The US Religious War


Scenes of violence are multiplying in the United States, not only between Black Lives Matter protesters and the police, but between the anti-Trump and pro-Trump camps. It is no longer a question of demanding justice for the victims of police brutality or of an underlying racist mentality. These issues have become secondary. The question of race is no longer just an emblem. Similarly, Donald Trump’s supporters, who have no specific demands, claim they only want to restore order. The real dividing line of these divided camps is religious in nature, two opposite world visions.

On the one hand, there is the liberal democratic vision that advocates dialogue and spirituality, with an element of naiveté that is an inseparable part of projects guided by progressive ideals. The tutelary figure in this vision is Barack Obama, its defenders are minorities, and its frame of reference is humanity. On the other hand, we have the belief in identity that advocates the use of force, a return to segregation, materialism, and the underlying cynicism that always accompanies human hierarchies. Believers here idolize Trump, its defenders are white working-class victims of deindustrialization, and its frame of reference is a dominant Western world. Some focus on the universal by seeing its diversity, others focus on the identity fiction of American exceptionalism. Thus, you could compare protesters to Protestants who seek to shed papal tutelage, and the pro-Trump camp to Catholics seeking to make their particular identity universal.

The fact that the question of race was the trigger for this divide confirms that something sacred is at stake. Sacred with concern to humanity on the one hand, sacred with respect to “America First” on the other. It is no longer a question of improving human existence, but of defining who human beings are. This is why contempt has replaced discussion.
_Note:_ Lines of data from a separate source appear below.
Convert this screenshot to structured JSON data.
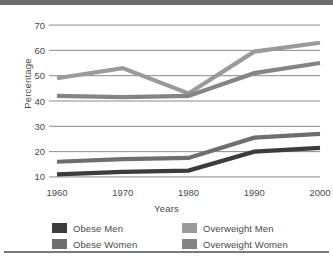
{
  "chart_data": {
    "type": "line",
    "title": "",
    "xlabel": "Years",
    "ylabel": "Percentage",
    "x": [
      1960,
      1970,
      1980,
      1990,
      2000
    ],
    "categories": [
      "1960",
      "1970",
      "1980",
      "1990",
      "2000"
    ],
    "xticklabels": [
      "1960",
      "1970",
      "1980",
      "1990",
      "2000"
    ],
    "yticklabels": [
      "10",
      "20",
      "30",
      "40",
      "50",
      "60",
      "70"
    ],
    "yticks": [
      10,
      20,
      30,
      40,
      50,
      60,
      70
    ],
    "ylim": [
      8,
      72
    ],
    "xlim": [
      1955,
      2005
    ],
    "grid": "horizontal",
    "legend_position": "bottom",
    "series": [
      {
        "name": "Obese Men",
        "color": "#3c3c3c",
        "values": [
          11,
          12,
          12.5,
          20,
          21.5
        ]
      },
      {
        "name": "Obese Women",
        "color": "#6e6e6e",
        "values": [
          16,
          17,
          17.5,
          25.5,
          27
        ]
      },
      {
        "name": "Overweight Men",
        "color": "#9a9a9a",
        "values": [
          49,
          53,
          43,
          59.5,
          63
        ]
      },
      {
        "name": "Overweight Women",
        "color": "#848484",
        "values": [
          42,
          41.5,
          42,
          51,
          55
        ]
      }
    ]
  },
  "legend": {
    "items": [
      {
        "label": "Obese Men",
        "color": "#3c3c3c"
      },
      {
        "label": "Overweight Men",
        "color": "#9a9a9a"
      },
      {
        "label": "Obese Women",
        "color": "#6e6e6e"
      },
      {
        "label": "Overweight Women",
        "color": "#848484"
      }
    ]
  },
  "style": {
    "grid_color": "#8a8a8a",
    "text_color": "#4a4a4a",
    "top_bar_color": "#6b6b6b",
    "bottom_rule_color": "#7a7a7a",
    "background": "#ffffff"
  }
}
When we see armed Trumpists patrolling in their 4x4s, spraying demonstrators with bear repellent, we may wonder whether this is proof of, or a response to how Hillary Clinton described Trump supporters as a “basket of deplorables,” a statement that may have cost her the election.

The differences are thus radically transformed into division, and division transformed into secession. The “other” is a heretic who needs to be condemned, not a fellow human we just have to deal with. The democratic moral civilization is in danger. Dialogue implies that differences are part of the ordinary world where we transform violent conflict into substantive argument. However, this requires that people reach a consensus on real issues: the sharing of wealth, health care, industry, etc. Yet the current confrontation between camps is no longer focused on community, but on winning at any cost, with “cancel culture” on the one hand, and “post-truth” on the other. It is no longer a question of upping the stakes, but of declaring good and evil. It is a flashback to the Middle Ages. Or perhaps only to the 20th century, when totalitarianism sought to reestablish indisputable human truth.

When part of the population supports a presidential candidate who claims that he could kill someone on Fifth Avenue “without losing a single voter,” it’s because we have changed our frame of reference. It is no longer a question of political choices, but of a belief that transcends reality, truth and morality; life as a community has been crushed between the heaven of certainties and the hell of civil war.